I was a 'baptized pagan' living in Northern California, and a junior in high school, when I picked up a Catholic Digest and discovered that "they advertise for nuns!?!?" I had no clue that God was calling me to the life, but I wrote to about twenty communities just to ask questions. All but one responded that I was far too young to think about entering. (Just for the record, I had no idea of thinking about entering. I was just fascinated by the idea: "nun.") But a Sister in our community wrote back and answered my questions, and was so nice to continue the correspondence. After eighteen months, I was hooked, came for a visit, and never looked back.



Something about that guy.

And then, how obedience shapes the call. I am a math teacher today because a Bishop in Nebraska needed a math teacher in his diocesan high school. Although I was studying history at the time, my superiors had a lot of faith that I could do it (more than I did, actually) and I've been doing it - and loving it - for seventeen years.

We have a saying in our community that "Obedience Works Miracles." I have found in my life that it is entirely true. By handing our lives over to God, we receive the grace and strength and even a bit of added talent (Me, do Math?) to fulfill His will and work out His plan. Sometimes it seems a bit strange - His thoughts are not ours - but, in the end, it all works.



That's not to say that there is no challenge, no difficulty. Tomorrow, we celebrate the feast of Saint Agnes, one of the patrons of our congregation. She lived and died for Christ, following His will in the darkness of persecution and danger. And she is one of the fairest saints of the year.
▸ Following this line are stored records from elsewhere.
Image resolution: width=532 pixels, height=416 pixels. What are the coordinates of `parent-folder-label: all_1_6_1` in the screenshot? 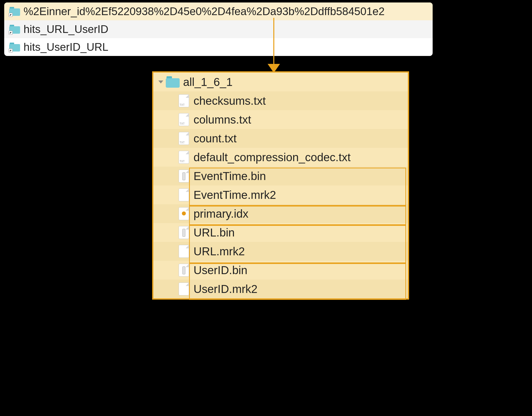 It's located at (208, 82).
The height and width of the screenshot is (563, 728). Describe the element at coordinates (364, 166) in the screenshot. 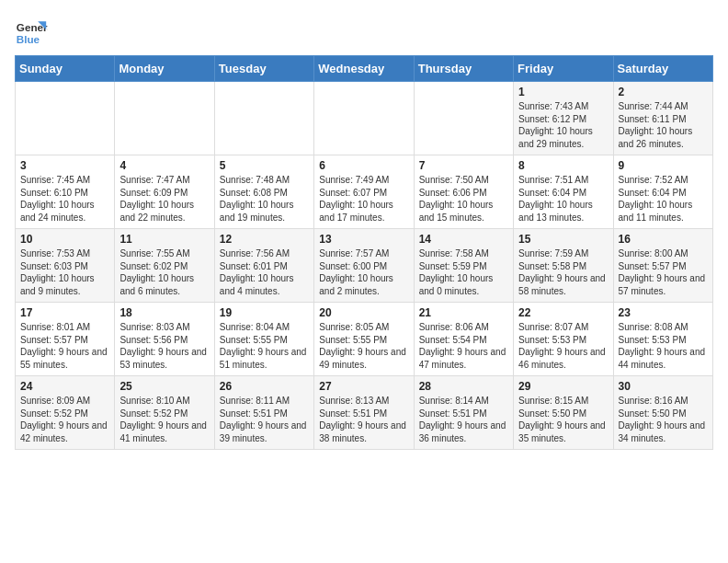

May God bless you as you discern His will in the coming weeks.

--submitted by Sister M. Luka, Kansas City, KS

January 5, 2009

"Little Mary"


Sister Mariela
Age: 21 years old
From: Kansas City, Kansas

It's been four months since Reception when we received our habit, veil and new name. Now being a canonical novice, being gifted with a year of working at the convent and spending much prayer time getting to know the Lord in a much deeper way and learning many things about myself. It's truly a blessing to get to write about His outpouring of grace in my life.

On August 15th, the day of Reception, I took the name Sr. Mariela. Mariela means "little Mary" in Italian. When praying about the name I would take, the Lord kept leading me to the Visitation, the joyful mystery in which Mary visits her cousin Elizabeth. I continued to see traces of teh Visitation in my life, experiences of great joy given by Jesus Christ, through relationships, prayer, and yes-es to visits from the Lord. It's a great privilege to take my name after the Mother of God, and like Mary's, I want my soul to echo "my soul proclaims the greatness of the Lord, my spirit rejoices in God my Savior."

In class, as novices we have begun studying the vows we will take as a religious sister: poverty, chastity and obedience. As we have begun to study the first vow, that of consecrated chastity, Mary's perfect and total gift of self serves as an incomparable example for living a life of complete surrender and self offering to God. The Vatican II Document Evangelica Testificatio states that "when it is truly lived for the sake of the Kingdom of heaven, consecrated chastity frees man's heart and thus becomes a 'sign and stimulus of charity as well as a special source of spiritual fruitfulness in the world.'" Whether called to religious chastity or not, all are created to live chastely, giving all to God as our Mother Mary, thus producing a supernatural joy and fulfillment of heart. May she be our model. May this be our prayer. And in the words of St. Philip Neri "Allegramente!" (be cheeful!)